The user described an incident that occurred during a planned dinner date with their husband. The couple had booked a specific restaurant that the husband was eager to visit. After driving there, they parked on the top floor of a nearby parking garage and began walking down the stairs near the edge.
As they reached an area with a small railing before a drop-off, the husband shouted “SAY GOODBYE!,” suddenly picked up the user, and dangled them over the edge. The user experienced extreme fear, believing they might be killed. After being pulled back, the husband laughed, calling it a joke, which left the user in shock and without an appetite. The user decided to leave the date immediately, leading to a conflict with the husband, and now questions if they were wrong to go home.

AITA for going home after my husband dangled me over the parking garage edge as a prank and I thought he was killing me?











As clinical psychologist Dr. John Gottman, known for his extensive research on marital stability, states, “Communication is not just about what you say, it’s about what you hear and what you do.” In this situation, the husband failed on all three fronts: his action was deeply alarming, his verbal framing (“just a joke”) dismissed the OP’s experience, and his subsequent behavior (laughing, blaming the OP for ruining the date, and offering a non-apology) demonstrated a profound lack of empathy and understanding of the impact of his actions.
The husband’s behavior crossed a critical boundary related to physical safety and emotional trust. Dangling a partner over a height, even briefly, constitutes a high-risk physical act that violates the fundamental expectation of care within a partnership. The husband’s reaction—laughing and accusing the OP of ruining the date—is a classic example of emotional invalidation and potential gaslighting, where the aggressor shifts responsibility onto the victim for reacting negatively to the aggression. The OP’s visceral reaction (shock, shaking, loss of appetite) is a normal trauma response to perceived mortal danger, not an overreaction.
The OP’s decision to leave was an appropriate self-protective measure. When physical or emotional safety is immediately compromised, removing oneself from the environment is the healthiest course of action. For future interactions, the OP should insist on a serious discussion about physical boundaries and respect, moving beyond superficial apologies to address the husband’s underlying lack of judgment and capacity for empathy in stressful or playful scenarios.
THE COMMENTS SECTION WENT WILD – REDDIT HAD *A LOT* TO SAY ABOUT THIS ONE.













The original poster (OP) reacted to a moment of extreme physical and emotional terror inflicted by their partner by prioritizing their immediate safety and emotional well-being by leaving the situation. The central conflict lies between the OP’s need for security and appropriate boundaries versus the husband’s insistence that his dangerous act was harmless fun and that the OP overreacted by ending the date.
The core question for consideration is whether the OP was in the wrong for leaving the date immediately after their husband physically endangered them, or if the husband’s actions—dangling a person over a high edge as a ‘joke’ and then failing to offer adequate comfort—justified the OP’s decision to terminate the outing.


### Task to carry out
Only the pictures should be left out; repeat the rest of the data exactly.

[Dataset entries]
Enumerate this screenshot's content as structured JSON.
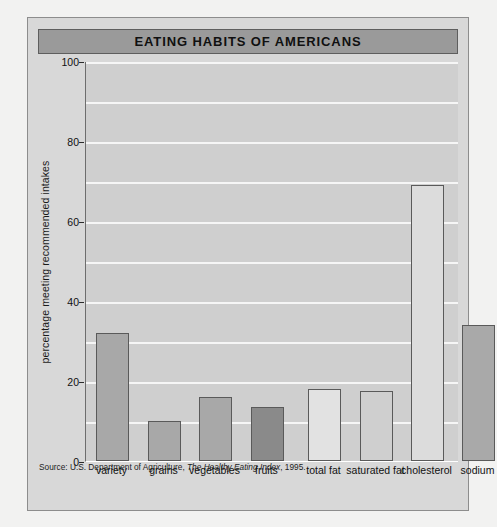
{
  "figure": {
    "title": "EATING HABITS OF AMERICANS",
    "source_prefix": "Source: U.S. Department of Agriculture, ",
    "source_italic": "The Healthy Eating Index",
    "source_suffix": ", 1995."
  },
  "chart_data": {
    "type": "bar",
    "title": "EATING HABITS OF AMERICANS",
    "xlabel": "",
    "ylabel": "percentage meeting recommended intakes",
    "ylim": [
      0,
      100
    ],
    "yticks": [
      0,
      20,
      40,
      60,
      80,
      100
    ],
    "ytick_labels": [
      "0",
      "20",
      "40",
      "60",
      "80",
      "100"
    ],
    "gridlines": [
      10,
      20,
      30,
      40,
      50,
      60,
      70,
      80,
      90,
      100
    ],
    "grid": true,
    "legend": "none",
    "categories": [
      "variety",
      "grains",
      "vegetables",
      "fruits",
      "total fat",
      "saturated fat",
      "cholesterol",
      "sodium"
    ],
    "values": [
      32,
      10,
      16,
      13.5,
      18,
      17.5,
      69,
      34
    ],
    "bar_colors": [
      "#a8a8a8",
      "#a8a8a8",
      "#a8a8a8",
      "#8a8a8a",
      "#e2e2e2",
      "#cfcfcf",
      "#dcdcdc",
      "#a9a9a9"
    ],
    "bars": [
      {
        "label": "variety",
        "value": 32,
        "color": "#a8a8a8"
      },
      {
        "label": "grains",
        "value": 10,
        "color": "#a8a8a8"
      },
      {
        "label": "vegetables",
        "value": 16,
        "color": "#a8a8a8"
      },
      {
        "label": "fruits",
        "value": 13.5,
        "color": "#8a8a8a"
      },
      {
        "label": "total fat",
        "value": 18,
        "color": "#e2e2e2"
      },
      {
        "label": "saturated fat",
        "value": 17.5,
        "color": "#cfcfcf"
      },
      {
        "label": "cholesterol",
        "value": 69,
        "color": "#dcdcdc"
      },
      {
        "label": "sodium",
        "value": 34,
        "color": "#a9a9a9"
      }
    ]
  }
}
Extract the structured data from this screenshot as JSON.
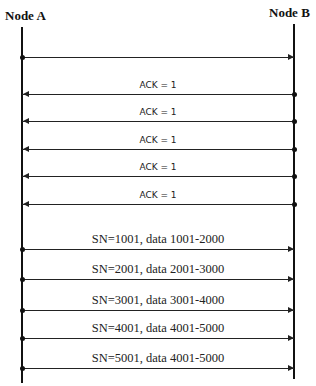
{
  "nodes": {
    "a": {
      "label": "Node A",
      "x": 22
    },
    "b": {
      "label": "Node B",
      "x": 294
    }
  },
  "messages": [
    {
      "label": "",
      "dir": "a-to-b",
      "y": 57,
      "kind": "sn"
    },
    {
      "label": "ACK = 1",
      "dir": "b-to-a",
      "y": 94,
      "kind": "ack"
    },
    {
      "label": "ACK = 1",
      "dir": "b-to-a",
      "y": 121,
      "kind": "ack"
    },
    {
      "label": "ACK = 1",
      "dir": "b-to-a",
      "y": 149,
      "kind": "ack"
    },
    {
      "label": "ACK = 1",
      "dir": "b-to-a",
      "y": 176,
      "kind": "ack"
    },
    {
      "label": "ACK = 1",
      "dir": "b-to-a",
      "y": 204,
      "kind": "ack"
    },
    {
      "label": "SN=1001, data 1001-2000",
      "dir": "a-to-b",
      "y": 249,
      "kind": "sn"
    },
    {
      "label": "SN=2001, data 2001-3000",
      "dir": "a-to-b",
      "y": 279,
      "kind": "sn"
    },
    {
      "label": "SN=3001, data 3001-4000",
      "dir": "a-to-b",
      "y": 310,
      "kind": "sn"
    },
    {
      "label": "SN=4001, data 4001-5000",
      "dir": "a-to-b",
      "y": 338,
      "kind": "sn"
    },
    {
      "label": "SN=5001, data 4001-5000",
      "dir": "a-to-b",
      "y": 368,
      "kind": "sn"
    }
  ]
}
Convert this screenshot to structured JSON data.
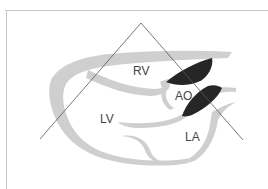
{
  "diagram": {
    "type": "echocardiography parasternal long-axis view schematic",
    "labels": {
      "rv": "RV",
      "lv": "LV",
      "ao": "AO",
      "la": "LA"
    },
    "colors": {
      "background": "#ffffff",
      "myocardium": "#cfcfcf",
      "valve_leaflets": "#262626",
      "scan_sector_lines": "#555555",
      "label_text": "#444444",
      "frame": "#c8c8c8"
    }
  }
}
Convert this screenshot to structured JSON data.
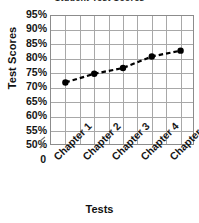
{
  "chart_data": {
    "type": "line",
    "title": "Student Test Scores",
    "xlabel": "Tests",
    "ylabel": "Test Scores",
    "categories": [
      "Chapter 1",
      "Chapter 2",
      "Chapter 3",
      "Chapter 4",
      "Chapter 5"
    ],
    "values": [
      72,
      75,
      77,
      81,
      83
    ],
    "series": [
      {
        "name": "Test Scores",
        "values": [
          72,
          75,
          77,
          81,
          83
        ]
      }
    ],
    "ylim": [
      50,
      95
    ],
    "ytick_step": 5,
    "ytick_labels": [
      "95%",
      "90%",
      "85%",
      "80%",
      "75%",
      "70%",
      "65%",
      "60%",
      "55%",
      "50%"
    ],
    "ytick_values": [
      95,
      90,
      85,
      80,
      75,
      70,
      65,
      60,
      55,
      50
    ],
    "value_suffix": "%",
    "origin_label": "0",
    "axis_break": true,
    "grid": true,
    "grid_horizontal": true,
    "grid_vertical": true,
    "legend": false,
    "line_style": "dashed",
    "marker": "circle",
    "series_color": "#000000",
    "grid_color": "#a8a8a8",
    "axis_color": "#8c8c8c",
    "text_color": "#161616",
    "background_color": "#ffffff",
    "xlabel_rotation": -45
  }
}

### Written response
Enumerate this screenshot's content as structured JSON.
{
  "figure": {
    "title": "EATING HABITS OF AMERICANS",
    "source_prefix": "Source: U.S. Department of Agriculture, ",
    "source_italic": "The Healthy Eating Index",
    "source_suffix": ", 1995."
  },
  "chart_data": {
    "type": "bar",
    "title": "EATING HABITS OF AMERICANS",
    "xlabel": "",
    "ylabel": "percentage meeting recommended intakes",
    "ylim": [
      0,
      100
    ],
    "yticks": [
      0,
      20,
      40,
      60,
      80,
      100
    ],
    "ytick_labels": [
      "0",
      "20",
      "40",
      "60",
      "80",
      "100"
    ],
    "gridlines": [
      10,
      20,
      30,
      40,
      50,
      60,
      70,
      80,
      90,
      100
    ],
    "grid": true,
    "legend": "none",
    "categories": [
      "variety",
      "grains",
      "vegetables",
      "fruits",
      "total fat",
      "saturated fat",
      "cholesterol",
      "sodium"
    ],
    "values": [
      32,
      10,
      16,
      13.5,
      18,
      17.5,
      69,
      34
    ],
    "bar_colors": [
      "#a8a8a8",
      "#a8a8a8",
      "#a8a8a8",
      "#8a8a8a",
      "#e2e2e2",
      "#cfcfcf",
      "#dcdcdc",
      "#a9a9a9"
    ],
    "bars": [
      {
        "label": "variety",
        "value": 32,
        "color": "#a8a8a8"
      },
      {
        "label": "grains",
        "value": 10,
        "color": "#a8a8a8"
      },
      {
        "label": "vegetables",
        "value": 16,
        "color": "#a8a8a8"
      },
      {
        "label": "fruits",
        "value": 13.5,
        "color": "#8a8a8a"
      },
      {
        "label": "total fat",
        "value": 18,
        "color": "#e2e2e2"
      },
      {
        "label": "saturated fat",
        "value": 17.5,
        "color": "#cfcfcf"
      },
      {
        "label": "cholesterol",
        "value": 69,
        "color": "#dcdcdc"
      },
      {
        "label": "sodium",
        "value": 34,
        "color": "#a9a9a9"
      }
    ]
  }
}
Extract the structured data from this screenshot as JSON.
{
  "nodes": {
    "a": {
      "label": "Node A",
      "x": 22
    },
    "b": {
      "label": "Node B",
      "x": 294
    }
  },
  "messages": [
    {
      "label": "",
      "dir": "a-to-b",
      "y": 57,
      "kind": "sn"
    },
    {
      "label": "ACK = 1",
      "dir": "b-to-a",
      "y": 94,
      "kind": "ack"
    },
    {
      "label": "ACK = 1",
      "dir": "b-to-a",
      "y": 121,
      "kind": "ack"
    },
    {
      "label": "ACK = 1",
      "dir": "b-to-a",
      "y": 149,
      "kind": "ack"
    },
    {
      "label": "ACK = 1",
      "dir": "b-to-a",
      "y": 176,
      "kind": "ack"
    },
    {
      "label": "ACK = 1",
      "dir": "b-to-a",
      "y": 204,
      "kind": "ack"
    },
    {
      "label": "SN=1001, data 1001-2000",
      "dir": "a-to-b",
      "y": 249,
      "kind": "sn"
    },
    {
      "label": "SN=2001, data 2001-3000",
      "dir": "a-to-b",
      "y": 279,
      "kind": "sn"
    },
    {
      "label": "SN=3001, data 3001-4000",
      "dir": "a-to-b",
      "y": 310,
      "kind": "sn"
    },
    {
      "label": "SN=4001, data 4001-5000",
      "dir": "a-to-b",
      "y": 338,
      "kind": "sn"
    },
    {
      "label": "SN=5001, data 4001-5000",
      "dir": "a-to-b",
      "y": 368,
      "kind": "sn"
    }
  ]
}
Convert this screenshot to structured JSON data.
{
  "diagram": {
    "type": "echocardiography parasternal long-axis view schematic",
    "labels": {
      "rv": "RV",
      "lv": "LV",
      "ao": "AO",
      "la": "LA"
    },
    "colors": {
      "background": "#ffffff",
      "myocardium": "#cfcfcf",
      "valve_leaflets": "#262626",
      "scan_sector_lines": "#555555",
      "label_text": "#444444",
      "frame": "#c8c8c8"
    }
  }
}
Convert this screenshot to structured JSON data.
{
  "chart_data": {
    "type": "line",
    "title": "Student Test Scores",
    "xlabel": "Tests",
    "ylabel": "Test Scores",
    "categories": [
      "Chapter 1",
      "Chapter 2",
      "Chapter 3",
      "Chapter 4",
      "Chapter 5"
    ],
    "values": [
      72,
      75,
      77,
      81,
      83
    ],
    "series": [
      {
        "name": "Test Scores",
        "values": [
          72,
          75,
          77,
          81,
          83
        ]
      }
    ],
    "ylim": [
      50,
      95
    ],
    "ytick_step": 5,
    "ytick_labels": [
      "95%",
      "90%",
      "85%",
      "80%",
      "75%",
      "70%",
      "65%",
      "60%",
      "55%",
      "50%"
    ],
    "ytick_values": [
      95,
      90,
      85,
      80,
      75,
      70,
      65,
      60,
      55,
      50
    ],
    "value_suffix": "%",
    "origin_label": "0",
    "axis_break": true,
    "grid": true,
    "grid_horizontal": true,
    "grid_vertical": true,
    "legend": false,
    "line_style": "dashed",
    "marker": "circle",
    "series_color": "#000000",
    "grid_color": "#a8a8a8",
    "axis_color": "#8c8c8c",
    "text_color": "#161616",
    "background_color": "#ffffff",
    "xlabel_rotation": -45
  }
}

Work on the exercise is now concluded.